What you will do = Only the pictures stay out; every record is to be quoted exactly.
-------------------------
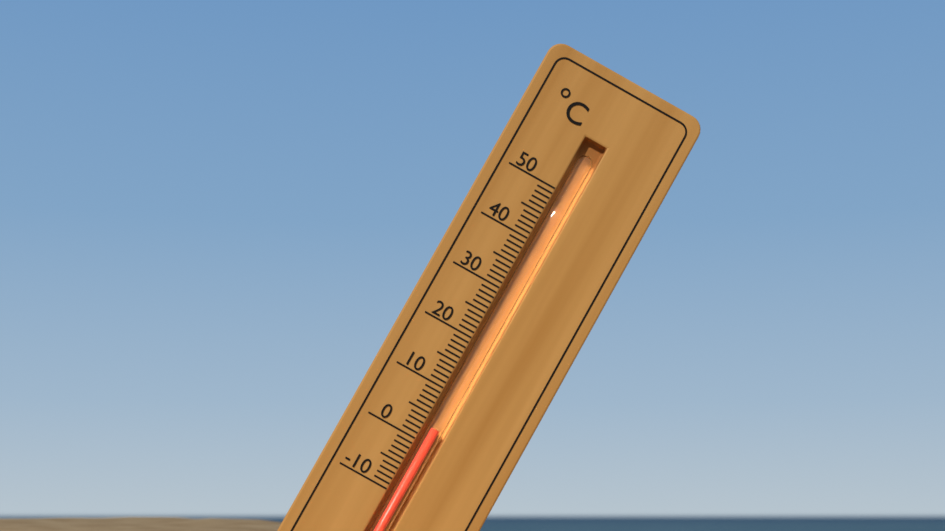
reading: 3 °C
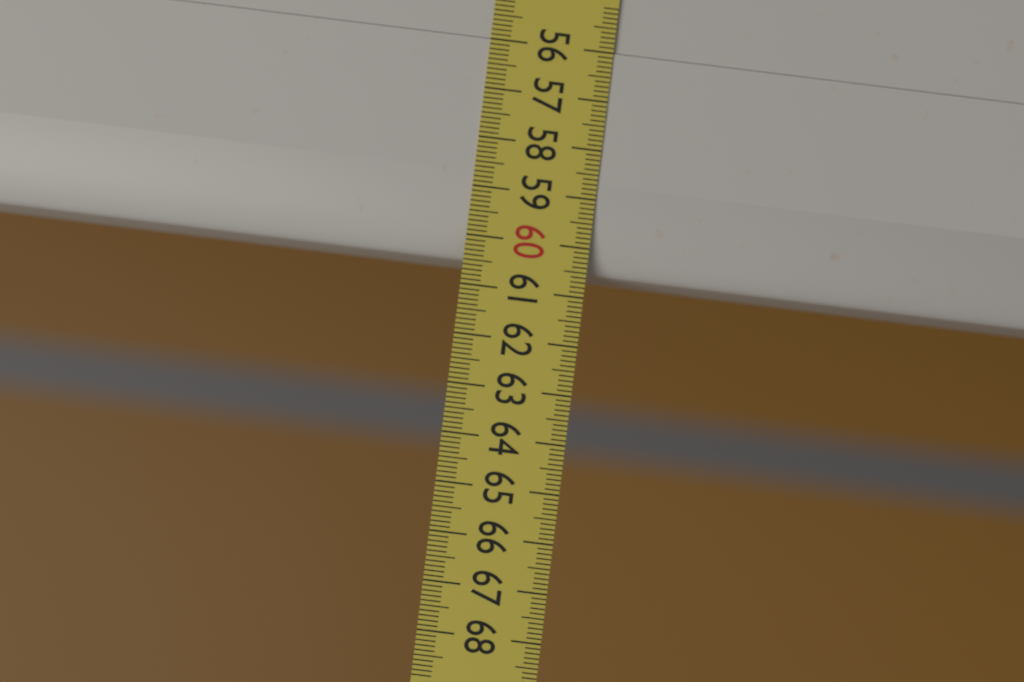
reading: 60.5 (no unit)
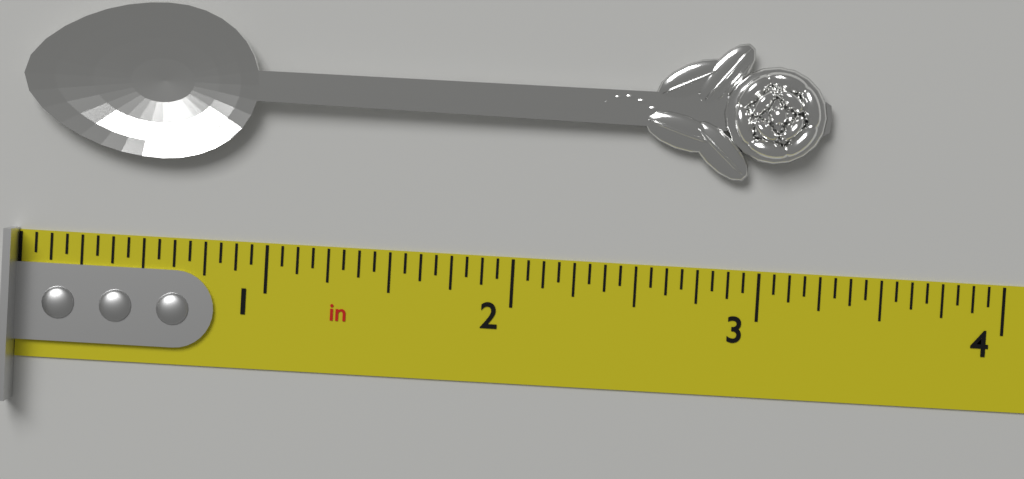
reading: 3.2500 in
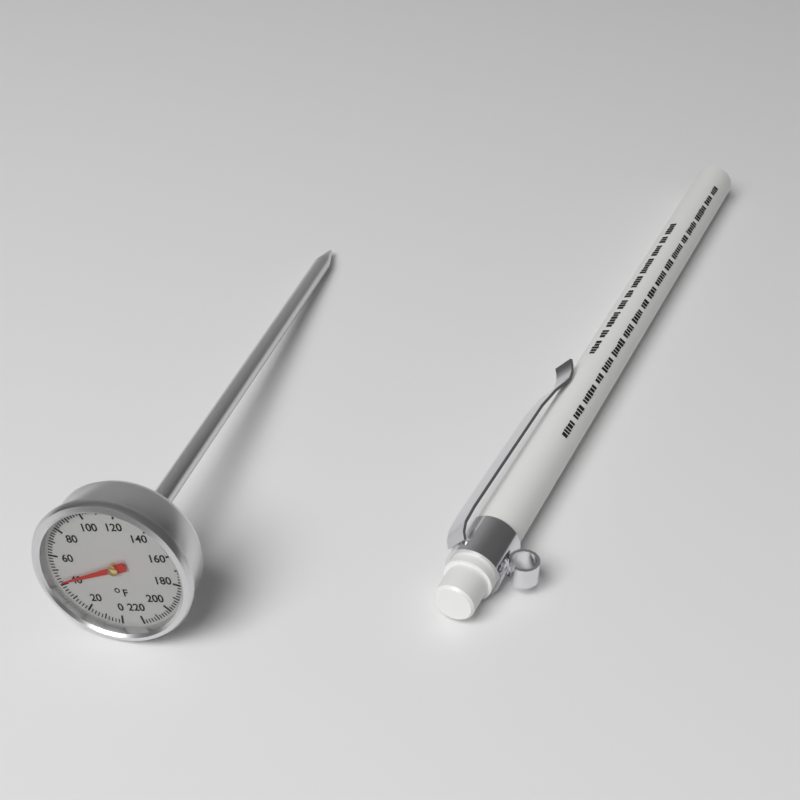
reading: 42 °F
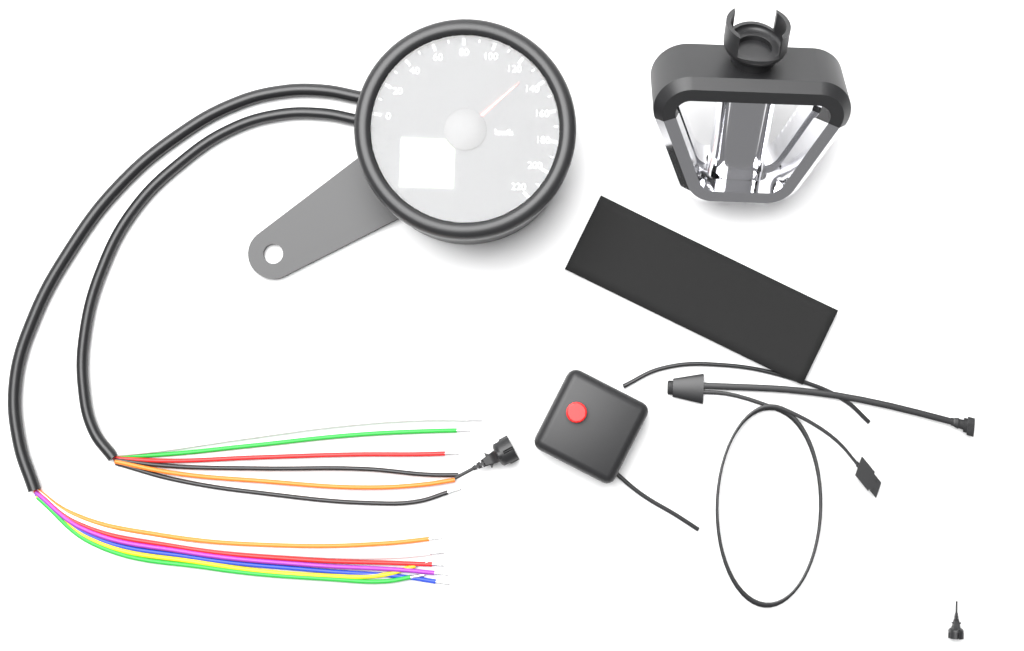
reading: 130 km/h
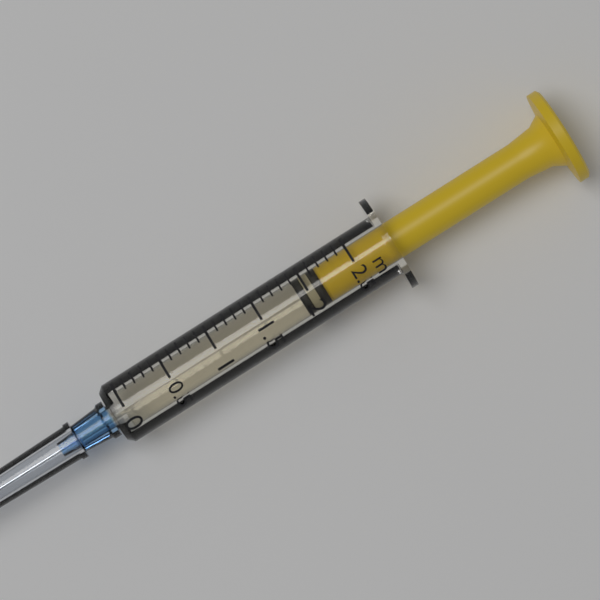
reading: 1.9 ml
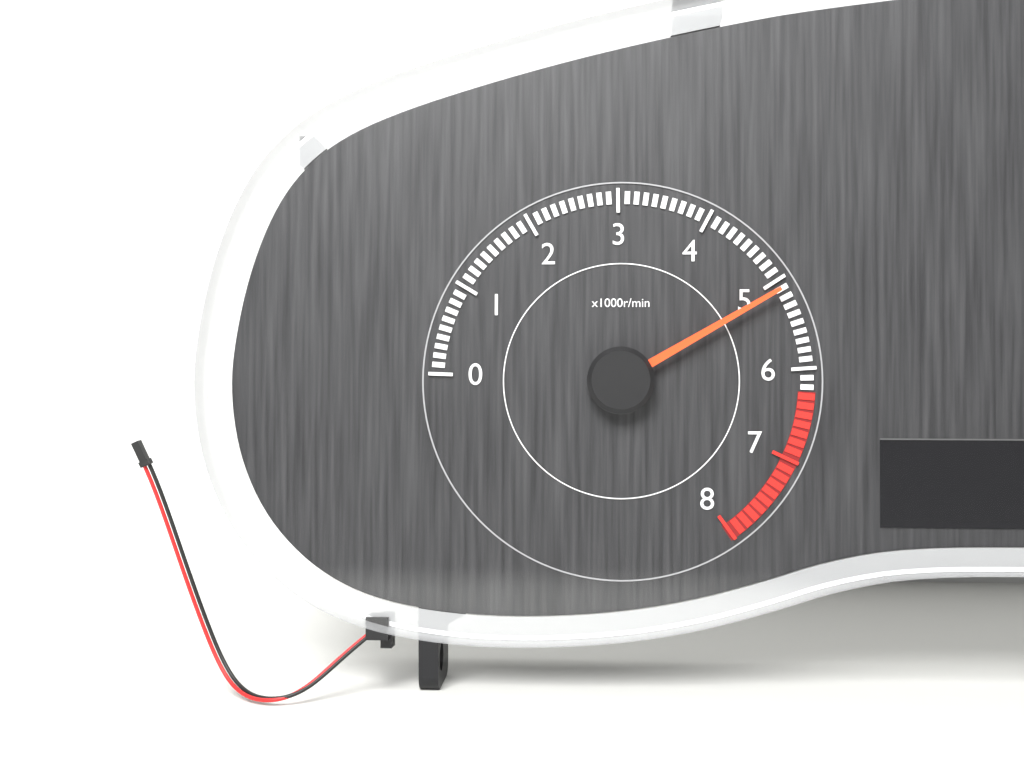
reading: 5100 r/min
-------------------------
Result below =
reading: 3 °C
reading: 60.5 (no unit)
reading: 3.2500 in
reading: 42 °F
reading: 130 km/h
reading: 1.9 ml
reading: 5100 r/min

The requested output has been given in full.